An interactive portfolio site built as a parody AI product page. A chatbot answers questions about my experience, skills, and opinions through selectable AI voice personalities, each prompt-engineered with a distinct tone over a shared knowledge base.
Responses are generated server-side via the Anthropic Claude API and streamed to the client in real time. The system prompt is composed from three layers:
- Knowledge base: factual context about my career, skills, and background (maintained as a TypeScript module)
- Voice personality: per-voice prompt that controls tone and style
- Persona context: adjusts content emphasis based on the selected audience (recruiter, engineer, general)
Follow-up suggestions are extracted from LLM output to guide conversation contextually.
| Voice | Personality |
|---|---|
| The Butler | Formal, dry, begrudgingly helpful |
| The Engineer | Blunt, direct, minimal embellishment |
| The Spokesperson | Corporate PR tone, buzzword-heavy |
| The Hype Man | Unreasonably enthusiastic |
Voice selection uses a two-phase UX: prominent voice cards on first load (before the conversation starts), collapsing to a compact sticky bar once the user sends their first message. Voices can be switched mid-conversation without resetting messages or session state.
Multiple independent layers to reduce the attack surface for prompt injection and jailbreaking.
Server-side sessions: Conversation history is stored server-side, keyed by session token. The client sends a session ID and the current message, never the history array. Prevents fabricated conversation history.
Sandwich defense prompt: Security directives placed at the start and end of the system prompt. Personality and factual context sit in the middle.
Input sanitization: Messages scanned against regex patterns for known injection techniques (instruction overrides, role/delimiter injection, prompt extraction, etc.). Unicode-normalized (NFKC) to handle homoglyph attacks. Flagged inputs are logged.
Canary tokens & output filtering: A canary identifier is embedded in the system prompt. Streamed output is checked against the canary and known prompt fragments in real time. Detected leaks kill the stream.
Input allowlisting: voiceId and persona validated against Set-based allowlists. Invalid values fall back to defaults.
Server-side session caps: The per-session message limit is enforced in a session store
Rate limiting: Two-tier per-IP (10/min, 100/day) via Upstash Redis, with in-memory fallback for local dev.
| Layer | Technology |
|---|---|
| Framework | SvelteKit, Svelte 5 (runes API) |
| Language | TypeScript |
| Styling | Tailwind CSS v4 |
| LLM | Anthropic Claude API (streaming) |
| Rate Limiting | Upstash Redis: two-tier per-IP (10/min, 100/day) |
| Sessions | In-memory server-side store (Redis-swappable) |
| Analytics | PostHog (product analytics, event tracking) |
| CI/CD | GitHub Actions (type check, build) |
| Deployment | Vercel, serverless, Node 22.x runtime |
Client-side product analytics via PostHog track voice selection, persona choice, conversation depth, and follow-up pill clicks. No PII is collected; only behavioral metadata.
No database. All content is version-controlled TypeScript. Rate limiting and session state are the only stateful components.
git clone https://github.com/hutfut/josh-bot.git
cd josh-bot
npm install
npm run dev # offline mode: skips LLM and rate limiting
npm run dev:live # live mode: uses real LLM and rate limiter (requires API key)| Variable | Required | Description |
|---|---|---|
ANTHROPIC_API_KEY |
Yes (live) | Enables chat functionality |
UPSTASH_REDIS_REST_URL |
No | Production rate limiting |
UPSTASH_REDIS_REST_TOKEN |
No | Production rate limiting |
PUBLIC_POSTHOG_KEY |
No | PostHog project API key (enables client-side analytics) |
POSTHOG_PERSONAL_API_KEY |
No | PostHog personal API key with Query Read permission (powers /analytics page) |
POSTHOG_PROJECT_ID |
No | PostHog project ID (powers /analytics page) |
SKIP_EXTERNAL |
No | Set to true to bypass LLM and rate limiting (set via .env.offline, loaded by npm run dev) |
Rate limiting falls back to an in-memory implementation when Upstash credentials are not provided. Session storage is in-memory in all environments.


* **Problem details**
Among the entries below, find each line with "urinary" and show it.

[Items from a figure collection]
# # # #
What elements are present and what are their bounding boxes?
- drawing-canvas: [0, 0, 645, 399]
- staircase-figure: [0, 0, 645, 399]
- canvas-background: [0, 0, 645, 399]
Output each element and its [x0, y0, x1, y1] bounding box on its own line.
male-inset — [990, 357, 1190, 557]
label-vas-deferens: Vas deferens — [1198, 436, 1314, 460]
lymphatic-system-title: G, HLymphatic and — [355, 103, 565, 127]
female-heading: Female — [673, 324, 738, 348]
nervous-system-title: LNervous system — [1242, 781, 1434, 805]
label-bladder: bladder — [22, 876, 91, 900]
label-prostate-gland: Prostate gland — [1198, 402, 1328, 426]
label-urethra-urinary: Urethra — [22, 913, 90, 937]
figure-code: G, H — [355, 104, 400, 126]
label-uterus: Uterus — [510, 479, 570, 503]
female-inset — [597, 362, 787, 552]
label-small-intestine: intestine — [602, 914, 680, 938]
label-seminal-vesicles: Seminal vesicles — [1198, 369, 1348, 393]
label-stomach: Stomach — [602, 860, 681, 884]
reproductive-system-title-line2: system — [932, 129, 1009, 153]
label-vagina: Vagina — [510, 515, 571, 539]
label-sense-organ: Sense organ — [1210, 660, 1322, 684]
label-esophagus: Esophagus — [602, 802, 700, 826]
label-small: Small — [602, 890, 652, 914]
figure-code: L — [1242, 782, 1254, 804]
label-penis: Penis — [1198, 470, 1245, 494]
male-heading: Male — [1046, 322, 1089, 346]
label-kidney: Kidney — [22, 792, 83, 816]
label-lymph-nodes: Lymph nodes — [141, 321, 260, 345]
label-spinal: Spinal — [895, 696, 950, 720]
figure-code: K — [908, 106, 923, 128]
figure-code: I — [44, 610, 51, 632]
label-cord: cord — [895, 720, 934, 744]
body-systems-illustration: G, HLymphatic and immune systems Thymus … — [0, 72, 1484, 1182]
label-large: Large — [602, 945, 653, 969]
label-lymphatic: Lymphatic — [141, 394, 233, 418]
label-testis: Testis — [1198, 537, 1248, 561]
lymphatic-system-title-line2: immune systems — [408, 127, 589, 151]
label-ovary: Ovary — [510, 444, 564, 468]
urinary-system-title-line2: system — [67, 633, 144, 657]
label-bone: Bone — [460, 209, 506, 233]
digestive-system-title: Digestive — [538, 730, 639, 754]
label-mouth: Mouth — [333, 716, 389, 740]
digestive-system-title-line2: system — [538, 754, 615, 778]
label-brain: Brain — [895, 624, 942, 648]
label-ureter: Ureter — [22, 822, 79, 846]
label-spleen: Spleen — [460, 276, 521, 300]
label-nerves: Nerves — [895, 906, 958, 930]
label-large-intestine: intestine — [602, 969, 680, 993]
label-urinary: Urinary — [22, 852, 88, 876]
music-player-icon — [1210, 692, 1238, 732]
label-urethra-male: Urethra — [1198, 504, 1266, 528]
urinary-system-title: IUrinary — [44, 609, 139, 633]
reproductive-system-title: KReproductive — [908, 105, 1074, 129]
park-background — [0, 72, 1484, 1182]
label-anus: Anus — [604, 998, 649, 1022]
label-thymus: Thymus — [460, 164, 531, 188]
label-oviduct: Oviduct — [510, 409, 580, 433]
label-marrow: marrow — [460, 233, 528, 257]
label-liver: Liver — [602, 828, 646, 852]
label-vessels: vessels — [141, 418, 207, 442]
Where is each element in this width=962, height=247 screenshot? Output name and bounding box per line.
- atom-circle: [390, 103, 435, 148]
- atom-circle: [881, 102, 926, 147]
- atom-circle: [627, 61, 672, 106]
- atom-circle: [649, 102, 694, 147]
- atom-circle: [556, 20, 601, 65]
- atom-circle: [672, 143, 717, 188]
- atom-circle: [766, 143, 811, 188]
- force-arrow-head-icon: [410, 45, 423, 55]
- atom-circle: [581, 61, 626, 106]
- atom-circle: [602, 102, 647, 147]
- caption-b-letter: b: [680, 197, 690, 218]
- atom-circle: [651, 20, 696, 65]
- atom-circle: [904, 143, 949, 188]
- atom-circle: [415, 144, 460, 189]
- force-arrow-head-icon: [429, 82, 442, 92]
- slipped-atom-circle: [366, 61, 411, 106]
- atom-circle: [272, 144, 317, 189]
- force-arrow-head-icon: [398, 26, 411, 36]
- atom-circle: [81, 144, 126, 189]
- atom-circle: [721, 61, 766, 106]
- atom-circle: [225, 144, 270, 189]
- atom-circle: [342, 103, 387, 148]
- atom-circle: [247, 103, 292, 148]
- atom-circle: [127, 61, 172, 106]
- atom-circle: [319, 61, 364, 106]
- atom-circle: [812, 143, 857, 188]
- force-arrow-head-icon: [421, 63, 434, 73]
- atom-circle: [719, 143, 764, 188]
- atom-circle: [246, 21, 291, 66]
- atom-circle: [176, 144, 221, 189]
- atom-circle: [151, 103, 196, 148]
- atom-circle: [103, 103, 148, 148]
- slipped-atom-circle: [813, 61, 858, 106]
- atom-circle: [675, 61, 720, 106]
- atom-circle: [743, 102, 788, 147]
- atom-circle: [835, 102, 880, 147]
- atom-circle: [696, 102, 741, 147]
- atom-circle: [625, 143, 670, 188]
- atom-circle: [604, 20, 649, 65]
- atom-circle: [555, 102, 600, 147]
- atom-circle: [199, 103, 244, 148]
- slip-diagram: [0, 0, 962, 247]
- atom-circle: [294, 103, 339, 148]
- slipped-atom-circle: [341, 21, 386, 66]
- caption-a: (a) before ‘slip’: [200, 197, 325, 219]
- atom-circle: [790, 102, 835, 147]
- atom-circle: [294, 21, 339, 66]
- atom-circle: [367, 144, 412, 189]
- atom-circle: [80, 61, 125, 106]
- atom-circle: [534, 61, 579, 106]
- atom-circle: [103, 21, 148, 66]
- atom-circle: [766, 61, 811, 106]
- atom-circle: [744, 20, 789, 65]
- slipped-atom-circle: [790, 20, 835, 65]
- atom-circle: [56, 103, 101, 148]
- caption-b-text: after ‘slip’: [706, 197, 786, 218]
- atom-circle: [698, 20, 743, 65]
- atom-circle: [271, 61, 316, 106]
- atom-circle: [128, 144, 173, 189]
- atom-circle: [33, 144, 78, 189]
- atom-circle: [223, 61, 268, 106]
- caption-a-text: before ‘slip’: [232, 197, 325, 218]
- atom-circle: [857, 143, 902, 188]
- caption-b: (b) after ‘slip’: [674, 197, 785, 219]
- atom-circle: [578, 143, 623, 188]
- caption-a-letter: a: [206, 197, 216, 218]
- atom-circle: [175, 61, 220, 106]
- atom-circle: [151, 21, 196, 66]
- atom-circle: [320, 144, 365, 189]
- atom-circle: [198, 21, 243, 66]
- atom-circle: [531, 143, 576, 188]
# # # #
* **Answer for this exercise**
label-urethra-urinary: Urethra — [22, 913, 90, 937]
urinary-system-title-line2: system — [67, 633, 144, 657]
label-urinary: Urinary — [22, 852, 88, 876]
urinary-system-title: IUrinary — [44, 609, 139, 633]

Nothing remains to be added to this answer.